When British papers won't run the naked pictures of Prince Harry, you know something's changed.
It is open season on India. And everyone is hunting. Whoever had a grudge while India was the flavour of the season is now in the game, busy getting their two minutes of fame.
Assange is no longer Wikileaks, and for the sake of Wikileaks, he should walk away. If he truly believes in the work it does, then it can and should survive without him. But he doesn't. He believes in himself.
This past week marked two anniversaries in Pakistan, that of the nation’s birth and that of president Zia ul-Haq's death. Zia may be disliked by Pakistan’s English editorial writers but he was the leader that Pakistan wanted.
If Britain wants to use the Olympics and Paralympics to inspire creation of a "new Britain", by all means. But every Briton will have to work at it to make it a reality. It doesn't come from simply watching sport, or the Spice Girls.
For the Sikh community in the United States, solving one hate crime may not be enough. They have been at the receiving end since 9/11 — repeatedly mistaken for who they are not. Ignorance about the turban, long hair and kirpan is rampant.
So far the presumptive Republican nominee’s foreign policy musings have been short on details and heavy on rhetoric.
Zardari may not have academic skills, or interests, but he is first rate at understanding problems. Like all Indian prime ministers since 1991, he has been in power without a parliamentary majority for his party.
Are the worries over issues like security and transport overdone or will it help ensure that the London Olympics go smoothly?
For major public tragedies of senseless deaths and injuries, words fail to explain why. But unfortunately it doesn't stop the media from trying anyway.
Just when Washington and other capitals are finally tightening the screws on Islamabad, New Delhi is finding excess generosity in its heart. India will resume cricketing ties and may lift the ban on Pakistani television channels. Why?

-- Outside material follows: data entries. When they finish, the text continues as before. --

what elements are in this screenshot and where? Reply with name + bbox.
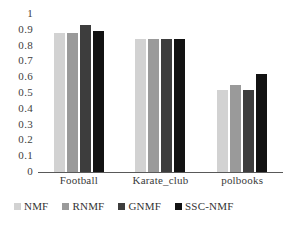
legend-item-gnmf[interactable]: GNMF [118, 200, 161, 212]
chart-legend: NMFRNMFGNMFSSC-NMF [14, 198, 282, 214]
bar-chart: 00.10.20.30.40.50.60.70.80.91 FootballKa… [0, 0, 290, 225]
bar-group-bars [120, 14, 202, 172]
legend-label: RNMF [72, 200, 104, 212]
x-axis-category-label: Karate_club [120, 174, 202, 187]
y-axis-tick-label: 0.6 [18, 71, 33, 82]
x-axis-category-labels: FootballKarate_clubpolbooks [38, 174, 283, 192]
y-axis-tick-label: 0.2 [18, 134, 33, 145]
legend-swatch-icon [14, 203, 21, 210]
bar-gnmf-football[interactable] [80, 25, 91, 172]
y-axis-tick-label: 0.1 [18, 150, 33, 161]
legend-item-ssc-nmf[interactable]: SSC-NMF [175, 200, 233, 212]
y-axis-tick-label: 0.4 [18, 103, 33, 114]
bar-group-bars [38, 14, 120, 172]
legend-swatch-icon [175, 203, 182, 210]
bar-gnmf-polbooks[interactable] [243, 90, 254, 172]
bar-ssc-nmf-polbooks[interactable] [256, 74, 267, 172]
x-axis-category-label: polbooks [201, 174, 283, 187]
x-axis-category-label: Football [38, 174, 120, 187]
bar-ssc-nmf-karate-club[interactable] [174, 39, 185, 172]
plot-area [38, 14, 283, 172]
legend-item-nmf[interactable]: NMF [14, 200, 48, 212]
y-axis-tick-label: 0.7 [18, 55, 33, 66]
y-axis-tick-label: 0.8 [18, 40, 33, 51]
legend-swatch-icon [118, 203, 125, 210]
bar-nmf-football[interactable] [54, 33, 65, 172]
y-axis-tick-label: 0 [27, 166, 33, 177]
bar-rnmf-football[interactable] [67, 33, 78, 172]
legend-swatch-icon [62, 203, 69, 210]
legend-item-rnmf[interactable]: RNMF [62, 200, 104, 212]
bar-rnmf-karate-club[interactable] [148, 39, 159, 172]
y-axis-tick-label: 1 [27, 8, 33, 19]
bar-ssc-nmf-football[interactable] [93, 31, 104, 172]
legend-label: SSC-NMF [185, 200, 233, 212]
y-axis-tick-label: 0.5 [18, 87, 33, 98]
bar-nmf-polbooks[interactable] [217, 90, 228, 172]
bar-gnmf-karate-club[interactable] [161, 39, 172, 172]
bar-nmf-karate-club[interactable] [135, 39, 146, 172]
bar-group [201, 14, 283, 172]
y-axis-tick-labels: 00.10.20.30.40.50.60.70.80.91 [0, 0, 36, 186]
bar-group [38, 14, 120, 172]
y-axis-tick-label: 0.9 [18, 24, 33, 35]
y-axis-tick-label: 0.3 [18, 119, 33, 130]
bar-rnmf-polbooks[interactable] [230, 85, 241, 172]
legend-label: NMF [24, 200, 48, 212]
legend-label: GNMF [128, 200, 161, 212]
x-axis-line [38, 172, 283, 173]
bar-group-bars [201, 14, 283, 172]
bar-group [120, 14, 202, 172]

To abandon a president who during his tenure definitely tried to align his country with India on national security issues and shunned overtures from a certain large “frenemy” is just bad policy. And to add not too fine a point, Nasheed was the first democratically elected president of the Maldives.
Will a paranoid Britain overreact for the next two months at every twitch and ill-timed joke because of the Olympics?
A careful reading of Hillary Clinton’s statement should clarify that “mistakes” were made by both sides. The apology fits in the daily management, not in the big picture.
The Leveson Inquiry into the phone hacking scandal will only perhaps reveal the journalistic practices of the last 20 -30 years. What will matter is what journalists do so that people have faith in them again.
Obama is in a stronger position than he has been for a while but will that hold till November and ensure he gets a second term in office?
The future of the Affordable Care Act will be decided today but the future of the US will be decided by the spending on the presidential campaign in November.
Greece may have appeased the rest of Europe by voting in a pro-austerity party but the link between the nations remains tenuous at best even now.
Friday's Twitter meltdown in the UK was a perfect example of how to not only fail to adhere to your own strategy, but also to aggravate and make the situation worse.
India wants to be close to the US, buy American weapons, and even send signals to China but not in too overt a manner.
The 40-year-old is accused of raping one woman and "sexually molesting and coercing" another in Stockholm almost two years ago.
When the game has changed, it is pointless to play by old rules. Pakistan’s impossible demands and exaggerated expectations, which may have been met once upon a time, have a strange dissonance today.
With the BBC being accused of acting like the royal PR machinery, it perhaps needs to take more diverse views into account while covering the jubilee celebrations.
Pakistan comes to the sobering realisation that it can always extract more money from the Americans, but it cannot command, or even demand, respect.
Obama's support for same sex marriages is being hailed by some quarters but until they have the same legality and rights as heterosexual marriages, mere support has little value.
Why are opinions in the US and UK so vitriolic against the French after they elected Francois Hollande as their President?
Critics say India will never be what the US wants in a partner and disappointments will continue to darken the future. So why invest so much?
For the hundreds of journalists poring over the letters of Osama Bin Laden released by the US there may be little information that reveals anything of any consequence. However, his musings on US Vice President Joe Biden make for an interesting read.
The Labour MPs and all those columnists who are wetting themselves in excitement at having a pop at Murdoch have actually lowered themselves to partisanship and muddied "truths" they so despise in Murdoch.
Murdoch Sr, in two days, was a gatling gun of headlines that sent the media in so many directions they lost focus on the witness himself.